Hi everyone, I have attached a snapshot of switzerland from google earth, i would like to create a landscape with a similar pattern in the photo ( alpine mountains on the north and hills on the south ) and I want this to be large ( 20km x 20km inside UE ) can anyone guide me on how to create this?
Hey!
The best way to approach this fading transition from mountains to hills, is to simulate the real deal. Therefore, I suggest using the Flow Restructure
and Create Water
devices here. With the Create Water
device you get the rivers, and with those rivers you can then carve valleys. To create the valley walls, or better said, the mountain foothills, we can use the old version of the Thermal Weathering
device. Doing a bit of processing on the output of that, we get this terrain:
And the graph looks like this:
And here is the example file!
Please let me know if this answers your question.
Hey thanks! this helped a lot , now the only thing is I want the snow mountains to be taller and sharper ( more peaked ) than the rest of the mountains, and the mountains are too close to each other, how can i add some spacing or seperation?
Glad to hear it’s in the right direction!
For this, you’d need to do a bit more tinkering and masking. What I recommend is using two passes of the Thermal Weathering
device in parallel. The current settings for the Thermal Weathering
device can be used as the “base”, and then the copy can have a higher value for the Rock Angle
, which will increase the slope angle, making for steeper mountains. Then, using a Select Height
device, you can blend the steeper angled valleys on top of the “base”, probably best by using a Combiner[Screen]
or Combiner[Smooth Max]
.
Another method is to use a Bias/Gain
(or Curves
) device to incerease the steepness of your terrain. Again, use it in combination with a Select Height
to only increase the steepness of the higher parts of the mountains.
Two methods:
- Increase the value of the
Headwater area
parameter of theCreate Water
device. This will reduce the number of rivers and therefore reduce the number of valleys. A side effect is that, in order to maintain the mountain shapes, the slope of the valleys is often reduced (but you can “combat” this using one of the two techniques described above). - Increase the carving strength. This will lower the base of the valley, and therefore the valley will become wider.
However, the best is to, yet again, go parallel. In order for the “high slope” valley technique to work, the water network needs to contain a lot of rivers, otherwise a lot of artefacts/flat terrain will remain. So, for your low slope base terrain, you carve with only a few rivers, whilst for your high slope “top” terrain, you carve a lot of rivers.
An updated example file!
Thanks for the tips HYLK, theres some repetition in patters of the landscape when I import it inside UE4, I have exported the landscape as tiled (raw 16). but it clearly appears very different from what it looks like in WM
There lies the issue. The example world I provided you uses a Clamp
device with Normalize input
set to true
. This is not compatible with tiled exports. I suggest changing that setting to false
, but you will have to adjust the Width
parameter of the Gradient
device, as it now is “too wide” (hence I use the normalisation afterwards*).
Note: The Flow Restructure
, Create Water
, Equalizer
and Displacement
devices all create artefacts when doing a tiled export. If possible, do not do a tiled export.
Okay I see thank you, I will look into that, still learning about world machine i just got it like 2 days ago haha
Can you tell me which node or macro can be used to make my mountains more triangulated and slightly pyramid like, just like how some of the Alpine mountains are
Hey,
The Voronoi
device is a generator that creates mountain like shapes, although I’m not very font of them myself.
There are mainly two devices that can “carve” those mountain shapes, being the aforementioned previous version of the Thermal Weathering
device and the Expander
device, using Min
and Linear
. However, just using those two on a simple noise, like the default output of an Advanced Perlin
, will not yield great results. Just like in the examples I shared, you will need some sort of valley, as a mountain cannot exist without a valley to arise from! You can either increase the steepness of the noise, or, like I did in the examples, carve out rivers that will form the base of a valley. To get more feeling for how the Thermal Weathering
and Expander
devices work, just play/fiddle around with them!
Another method is to use the Flow Restructure
device, which can synthesize terrain, but this is quite a finicky process and difficult to get great results.
To add more rock like features, you must do some processing on the created base shape, for example using the Terrace
or Strata
devices, as these can give rock/cliff features.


(Task prompt): Go through the listing below and report how many lines contain the word "INTERNATIONAL"; write no other words.

(Beginning of Material shown)

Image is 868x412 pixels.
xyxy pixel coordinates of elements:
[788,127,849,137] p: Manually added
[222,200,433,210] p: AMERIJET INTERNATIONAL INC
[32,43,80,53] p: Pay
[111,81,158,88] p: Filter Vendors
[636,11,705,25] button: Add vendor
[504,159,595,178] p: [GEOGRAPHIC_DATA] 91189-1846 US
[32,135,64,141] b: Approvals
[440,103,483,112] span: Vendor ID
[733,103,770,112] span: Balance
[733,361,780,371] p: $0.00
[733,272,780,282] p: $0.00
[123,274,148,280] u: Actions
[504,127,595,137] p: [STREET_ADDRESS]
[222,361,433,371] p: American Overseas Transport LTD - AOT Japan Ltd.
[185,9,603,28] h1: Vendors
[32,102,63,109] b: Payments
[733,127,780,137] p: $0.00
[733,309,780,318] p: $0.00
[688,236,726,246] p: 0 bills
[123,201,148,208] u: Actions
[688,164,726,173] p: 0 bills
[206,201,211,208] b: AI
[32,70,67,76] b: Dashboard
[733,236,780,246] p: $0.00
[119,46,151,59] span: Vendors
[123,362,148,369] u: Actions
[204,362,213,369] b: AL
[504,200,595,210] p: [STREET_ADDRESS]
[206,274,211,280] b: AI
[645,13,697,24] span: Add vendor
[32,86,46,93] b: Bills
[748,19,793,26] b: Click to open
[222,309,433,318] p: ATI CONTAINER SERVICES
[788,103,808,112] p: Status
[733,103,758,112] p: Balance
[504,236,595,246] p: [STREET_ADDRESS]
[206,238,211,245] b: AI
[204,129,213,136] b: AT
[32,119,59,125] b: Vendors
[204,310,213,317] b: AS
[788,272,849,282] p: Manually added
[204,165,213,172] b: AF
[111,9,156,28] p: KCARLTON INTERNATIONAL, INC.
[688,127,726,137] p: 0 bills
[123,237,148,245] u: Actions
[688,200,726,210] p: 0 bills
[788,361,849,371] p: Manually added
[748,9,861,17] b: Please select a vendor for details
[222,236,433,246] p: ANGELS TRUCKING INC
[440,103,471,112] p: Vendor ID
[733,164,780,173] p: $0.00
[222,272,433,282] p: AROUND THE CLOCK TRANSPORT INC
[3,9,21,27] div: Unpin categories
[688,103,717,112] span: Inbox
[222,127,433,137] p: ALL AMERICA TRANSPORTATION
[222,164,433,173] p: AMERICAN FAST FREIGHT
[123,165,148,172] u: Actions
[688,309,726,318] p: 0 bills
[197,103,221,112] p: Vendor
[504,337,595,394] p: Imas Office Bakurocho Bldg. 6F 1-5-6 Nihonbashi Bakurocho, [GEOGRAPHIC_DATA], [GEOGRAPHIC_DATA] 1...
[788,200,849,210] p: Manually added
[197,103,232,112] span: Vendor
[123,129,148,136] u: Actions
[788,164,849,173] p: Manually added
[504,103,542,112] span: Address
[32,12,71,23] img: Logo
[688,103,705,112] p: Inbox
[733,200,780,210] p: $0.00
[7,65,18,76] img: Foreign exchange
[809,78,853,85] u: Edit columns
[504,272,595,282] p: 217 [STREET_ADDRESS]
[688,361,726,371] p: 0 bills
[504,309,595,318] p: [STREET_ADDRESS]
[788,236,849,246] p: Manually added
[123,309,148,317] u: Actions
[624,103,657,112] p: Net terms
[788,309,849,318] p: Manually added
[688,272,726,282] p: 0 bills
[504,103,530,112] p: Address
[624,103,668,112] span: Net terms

(End of Material shown)

(Answer section): 2